NEW YORK (Reuters Health) – Hypnosis before breast surgery reduces the amount of medication required during the procedure and lessens postsurgical pain and nausea, according to results of a randomized clinical trial. Hospitals also benefit cost-wise from the intervention as a result of the shortened duration of surgery.

These findings, reported in September 5th issue of the Journal of the National Cancer Institute, stem from a study of 200 patients recruited from two Mount Sinai Medical Center surgical practices in New York. They were scheduled to undergo excisional breast biopsy or lumpectomy, with or without limited axillary node dissection.

Patients were randomized to hypnosis (n = 105) or to a control intervention of nondirected empathic listening (n = 95). Both interventions were administered for 15 minutes within the hour prior to surgery by one of four PhD-level clinical psychologists. At discharge, patients used a 1-100 visual analogue scale (VAS) to report their postsurgical symptoms.

Patients in the hypnosis group required less lidocaine (mean 24.23 mL versus 31.09 mL), and less propofol (64.01 µg versus 96.64 µg) during surgery than patients in the control group, Dr. Guy H. Montgomery and colleagues report.

The hypnosis intervention reduced patient-reported postsurgical pain intensity (mean VAS scores 22.43 versus 47.83) and nausea (6.57 versus 25.49). Patients’ assessments of discomfort, fatigue, and emotional upset were also statistically significantly better after hypnosis. According to the investigators, all outcomes were “clinically meaningful.”

Dr. Montgomery’s team estimates that surgical breast procedures at the Mount Sinai Medical Center cost on average $8561 per patient. The hypnosis intervention reduced that cost by $772.71 per patient.

“A brief hypnosis intervention appears to be one of the rare clinical interventions that can simultaneously reduce both symptom burden and costs,” they conclude.

In a related editorial, Dr. David Spiegel from Stanford University School of Medicine in California, remarks that pain relief provided by hypnosis changes pain experience as much as many analgesic medications.

“It is now abundantly clear that we can retrain the brain to reduce pain,” he writes.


== EXERCISE AIM ==
The records below are to be returned word for word, with pictures left out.

Extracts from a graphics dataset:
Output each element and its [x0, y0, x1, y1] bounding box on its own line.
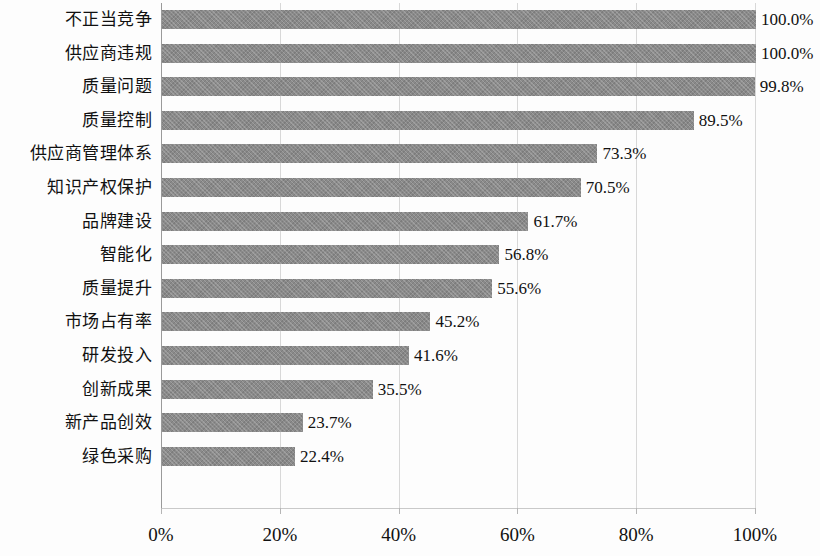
bar	[162, 447, 295, 466]
bar-value-label: 73.3%	[602, 144, 646, 163]
category-label: 绿色采购	[0, 440, 152, 474]
category-label: 质量提升	[0, 272, 152, 306]
x-tick-label: 40%	[354, 524, 444, 546]
bar-value-label: 100.0%	[761, 10, 813, 29]
x-tick-label: 20%	[235, 524, 325, 546]
bar-value-label: 23.7%	[308, 413, 352, 432]
bar	[162, 111, 694, 130]
bar	[162, 380, 373, 399]
bar-row: 质量控制89.5%	[0, 104, 820, 138]
bar-value-label: 56.8%	[504, 245, 548, 264]
category-label: 质量问题	[0, 70, 152, 104]
bar	[162, 178, 581, 197]
bar-rows: 不正当竞争100.0%供应商违规100.0%质量问题99.8%质量控制89.5%…	[0, 0, 820, 508]
category-label: 新产品创效	[0, 406, 152, 440]
bar	[162, 312, 430, 331]
bar-value-label: 100.0%	[761, 44, 813, 63]
bar-row: 新产品创效23.7%	[0, 406, 820, 440]
bar-row: 市场占有率45.2%	[0, 305, 820, 339]
x-tick-mark	[161, 508, 162, 514]
bar-value-label: 61.7%	[533, 212, 577, 231]
bar-row: 供应商违规100.0%	[0, 37, 820, 71]
bar-value-label: 22.4%	[300, 447, 344, 466]
bar-row: 质量提升55.6%	[0, 272, 820, 306]
x-tick-label: 80%	[591, 524, 681, 546]
x-tick-mark	[517, 508, 518, 514]
category-label: 供应商违规	[0, 37, 152, 71]
bar-row: 不正当竞争100.0%	[0, 3, 820, 37]
bar-row: 品牌建设61.7%	[0, 205, 820, 239]
category-label: 知识产权保护	[0, 171, 152, 205]
bar-value-label: 35.5%	[378, 380, 422, 399]
bar-value-label: 55.6%	[497, 279, 541, 298]
x-tick-mark	[636, 508, 637, 514]
x-tick-label: 0%	[116, 524, 206, 546]
bar	[162, 346, 409, 365]
bar-value-label: 45.2%	[435, 312, 479, 331]
category-label: 创新成果	[0, 373, 152, 407]
bar	[162, 245, 499, 264]
category-label: 供应商管理体系	[0, 137, 152, 171]
category-label: 质量控制	[0, 104, 152, 138]
x-tick-label: 100%	[710, 524, 800, 546]
x-axis-line	[161, 508, 756, 509]
bar	[162, 212, 528, 231]
bar-row: 知识产权保护70.5%	[0, 171, 820, 205]
bar-row: 智能化56.8%	[0, 238, 820, 272]
bar	[162, 77, 755, 96]
category-label: 智能化	[0, 238, 152, 272]
bar	[162, 10, 756, 29]
bar-row: 供应商管理体系73.3%	[0, 137, 820, 171]
bar	[162, 144, 597, 163]
category-label: 不正当竞争	[0, 3, 152, 37]
bar-chart: 不正当竞争100.0%供应商违规100.0%质量问题99.8%质量控制89.5%…	[0, 0, 820, 556]
bar-row: 研发投入41.6%	[0, 339, 820, 373]
x-tick-mark	[399, 508, 400, 514]
bar-row: 质量问题99.8%	[0, 70, 820, 104]
category-label: 市场占有率	[0, 305, 152, 339]
x-tick-mark	[755, 508, 756, 514]
bar	[162, 279, 492, 298]
x-tick-mark	[280, 508, 281, 514]
bar-value-label: 70.5%	[586, 178, 630, 197]
x-tick-label: 60%	[472, 524, 562, 546]
bar-row: 绿色采购22.4%	[0, 440, 820, 474]
bar-row: 创新成果35.5%	[0, 373, 820, 407]
category-label: 研发投入	[0, 339, 152, 373]
bar	[162, 413, 303, 432]
bar-value-label: 41.6%	[414, 346, 458, 365]
category-label: 品牌建设	[0, 205, 152, 239]
bar	[162, 44, 756, 63]
bar-value-label: 99.8%	[760, 77, 804, 96]
bar-value-label: 89.5%	[699, 111, 743, 130]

== REPLY ==
Output each element and its [x0, y0, x1, y1] bounding box on its own line.
bar	[162, 447, 295, 466]
bar-value-label: 73.3%	[602, 144, 646, 163]
category-label: 绿色采购	[0, 440, 152, 474]
category-label: 质量提升	[0, 272, 152, 306]
x-tick-label: 40%	[354, 524, 444, 546]
bar-value-label: 100.0%	[761, 10, 813, 29]
x-tick-label: 20%	[235, 524, 325, 546]
bar-value-label: 23.7%	[308, 413, 352, 432]
bar	[162, 111, 694, 130]
bar	[162, 380, 373, 399]
bar-row: 质量控制89.5%	[0, 104, 820, 138]
bar-value-label: 56.8%	[504, 245, 548, 264]
category-label: 质量问题	[0, 70, 152, 104]
bar	[162, 178, 581, 197]
bar-rows: 不正当竞争100.0%供应商违规100.0%质量问题99.8%质量控制89.5%…	[0, 0, 820, 508]
category-label: 新产品创效	[0, 406, 152, 440]
bar	[162, 312, 430, 331]
bar-value-label: 100.0%	[761, 44, 813, 63]
bar-row: 新产品创效23.7%	[0, 406, 820, 440]
bar-row: 市场占有率45.2%	[0, 305, 820, 339]
x-tick-mark	[161, 508, 162, 514]
bar-value-label: 61.7%	[533, 212, 577, 231]
bar-row: 供应商违规100.0%	[0, 37, 820, 71]
bar-value-label: 22.4%	[300, 447, 344, 466]
bar-row: 质量提升55.6%	[0, 272, 820, 306]
x-tick-label: 80%	[591, 524, 681, 546]
x-tick-mark	[517, 508, 518, 514]
category-label: 供应商违规	[0, 37, 152, 71]
bar-row: 不正当竞争100.0%	[0, 3, 820, 37]
bar-row: 品牌建设61.7%	[0, 205, 820, 239]
category-label: 知识产权保护	[0, 171, 152, 205]
bar-value-label: 35.5%	[378, 380, 422, 399]
bar-value-label: 55.6%	[497, 279, 541, 298]
x-tick-mark	[636, 508, 637, 514]
x-tick-label: 0%	[116, 524, 206, 546]
bar	[162, 346, 409, 365]
bar-value-label: 45.2%	[435, 312, 479, 331]
category-label: 创新成果	[0, 373, 152, 407]
bar	[162, 245, 499, 264]
category-label: 供应商管理体系	[0, 137, 152, 171]
category-label: 质量控制	[0, 104, 152, 138]
x-tick-label: 100%	[710, 524, 800, 546]
x-axis-line	[161, 508, 756, 509]
bar	[162, 212, 528, 231]
bar-row: 知识产权保护70.5%	[0, 171, 820, 205]
bar-row: 智能化56.8%	[0, 238, 820, 272]
bar	[162, 77, 755, 96]
category-label: 智能化	[0, 238, 152, 272]
bar	[162, 10, 756, 29]
bar-row: 供应商管理体系73.3%	[0, 137, 820, 171]
bar	[162, 144, 597, 163]
category-label: 不正当竞争	[0, 3, 152, 37]
bar-chart: 不正当竞争100.0%供应商违规100.0%质量问题99.8%质量控制89.5%…	[0, 0, 820, 556]
bar-row: 研发投入41.6%	[0, 339, 820, 373]
x-tick-mark	[399, 508, 400, 514]
bar-row: 质量问题99.8%	[0, 70, 820, 104]
category-label: 市场占有率	[0, 305, 152, 339]
x-tick-mark	[755, 508, 756, 514]
bar	[162, 279, 492, 298]
x-tick-mark	[280, 508, 281, 514]
bar-value-label: 70.5%	[586, 178, 630, 197]
x-tick-label: 60%	[472, 524, 562, 546]
bar-row: 绿色采购22.4%	[0, 440, 820, 474]
bar-row: 创新成果35.5%	[0, 373, 820, 407]
category-label: 研发投入	[0, 339, 152, 373]
bar	[162, 413, 303, 432]
bar-value-label: 41.6%	[414, 346, 458, 365]
category-label: 品牌建设	[0, 205, 152, 239]
bar	[162, 44, 756, 63]
bar-value-label: 99.8%	[760, 77, 804, 96]
bar-value-label: 89.5%	[699, 111, 743, 130]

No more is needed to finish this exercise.